Healing our health-care system
The focus of the national agenda the last several months has clearly become reforming America’s health-care system. Bring it on!
There is no question that our health-care system needs to be reformed to squeeze out the much-inflated expenses and to assure high-quality care. The American health-care system is the most expensive in the world. And it is clear that, by any statistical measure, we are not getting value for money. At the same time, these inflated costs are making our products uncompetitive in the world economy, adding to our other economic problems.
Unfortunately, however, in the proposals that have emerged, we seem to have missed out on the cost-vs.-quality issue. The true challenge has thus become sidetracked. The debate has become about health insurance, though this is only a part of the problem. Important as it is, insurance is merely the way to pay for medical care.
The focus should really be on the actual medical care delivery system, where the costs versus quality problems are to be found. To date, we have not touched those issues. And if the acrimony over insurance is any guide, the storm from that debate will be even more ferocious than today’s.
Since the discussion is now centered on insurance, it is worthwhile considering the merit of the existing proposal otherwise knows as HR 3200.

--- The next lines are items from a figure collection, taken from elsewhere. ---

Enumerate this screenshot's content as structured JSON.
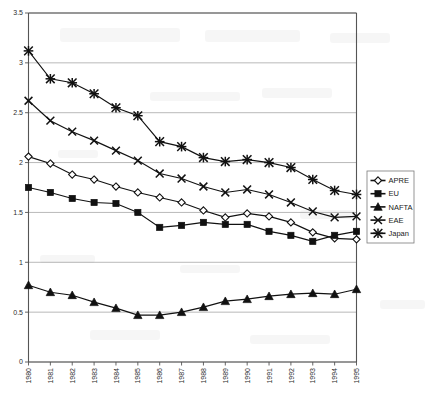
{
  "chart_data": {
    "type": "line",
    "title": "",
    "subtitle": "",
    "xlabel": "",
    "ylabel": "",
    "grid": true,
    "legend_position": "right",
    "xlim": [
      1980,
      1995
    ],
    "ylim": [
      0,
      3.5
    ],
    "ytick_values": [
      0,
      0.5,
      1,
      1.5,
      2,
      2.5,
      3,
      3.5
    ],
    "ytick_labels": [
      "0",
      "0.5",
      "1",
      "1.5",
      "2",
      "2.5",
      "3",
      "3.5"
    ],
    "categories": [
      "1980",
      "1981",
      "1982",
      "1983",
      "1984",
      "1985",
      "1986",
      "1987",
      "1988",
      "1989",
      "1990",
      "1991",
      "1992",
      "1993",
      "1994",
      "1995"
    ],
    "series": [
      {
        "name": "APRE",
        "marker": "open-diamond",
        "values": [
          2.06,
          1.99,
          1.88,
          1.83,
          1.76,
          1.7,
          1.65,
          1.6,
          1.52,
          1.45,
          1.49,
          1.46,
          1.4,
          1.3,
          1.24,
          1.23
        ]
      },
      {
        "name": "EU",
        "marker": "filled-square",
        "values": [
          1.75,
          1.7,
          1.64,
          1.6,
          1.59,
          1.5,
          1.35,
          1.37,
          1.4,
          1.38,
          1.38,
          1.31,
          1.27,
          1.21,
          1.27,
          1.31
        ]
      },
      {
        "name": "NAFTA",
        "marker": "filled-triangle",
        "values": [
          0.77,
          0.7,
          0.67,
          0.6,
          0.54,
          0.47,
          0.47,
          0.5,
          0.55,
          0.61,
          0.63,
          0.66,
          0.68,
          0.69,
          0.68,
          0.73
        ]
      },
      {
        "name": "EAE",
        "marker": "cross-x",
        "values": [
          2.62,
          2.42,
          2.31,
          2.22,
          2.12,
          2.02,
          1.89,
          1.84,
          1.76,
          1.7,
          1.73,
          1.68,
          1.6,
          1.51,
          1.45,
          1.46
        ]
      },
      {
        "name": "Japan",
        "marker": "star-asterisk",
        "values": [
          3.12,
          2.84,
          2.8,
          2.69,
          2.55,
          2.47,
          2.21,
          2.16,
          2.05,
          2.01,
          2.03,
          2.0,
          1.95,
          1.83,
          1.72,
          1.68
        ]
      }
    ]
  },
  "legend": {
    "items": [
      {
        "label": "APRE"
      },
      {
        "label": "EU"
      },
      {
        "label": "NAFTA"
      },
      {
        "label": "EAE"
      },
      {
        "label": "Japan"
      }
    ]
  }
}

Two questions in particular seem to be the most contentious: Will such a system lower patients’ medical costs? How would the public option impact the existing medical insurance system?
We would, of course, all like to see the 47 million currently uninsured people have access to quality health-care, especially in catastrophic situations. But the stark reality is that suddenly adding such a large block of people in a total spectrum plan will cause a sharp spike in medical costs. It is a simple supply-and-demand calculation. Add to this the $1 trillion price tag, and you get a big new shock to the system — at a time when the system can least absorb it.
But the bigger issue is whether the government can and should be in the business of creating and operating an insurance company. To date, the case has not been made that a government-owned and -run entity can do a better job of providing medical insurance. This is largely because the public sector is inherently not very efficient in providing goods and services. President Obama himself inadvertently made this point in Portsmouth when he referred to the low level of efficiency in the Postal Service relative to private carriers.
As such, whenever government attempts to provide societal goods and services, it must layer in either subsidies or special powers to remain competitive. This is clearly the case with Medicare where there are severe punitive consequences for people aged 65 or greater who wish to opt out.
The case is also being made that people who are happy with their existing public sector insurance entity will not be forced to shift over to the public entity. The fact of the matter is that the current proposals run the risk of creating conditions under which the government entity will “crowd out” the private sector.
The existence of a public sector option will invariably create conditions in the country whereby private sector companies can cease to offer health care as a part of their benefit packages — just as (supposedly supplemental) 401(k)s inadvertently crowded out defined benefit pension plans.
With such high stakes at issue, Congress should not be trying to steamroll this issue through and into law. We should take a comprehensive approach to the issue and work towards a well thought out approach.
Above all, we need to get the government out of the business of providing goods and services and leave it to the private sector, which is much better at this task.
Bob Bestani, a visiting scholar at Stanford University, is a candidate for the Republican nomination in New Hampshire’s 1st Congressional District.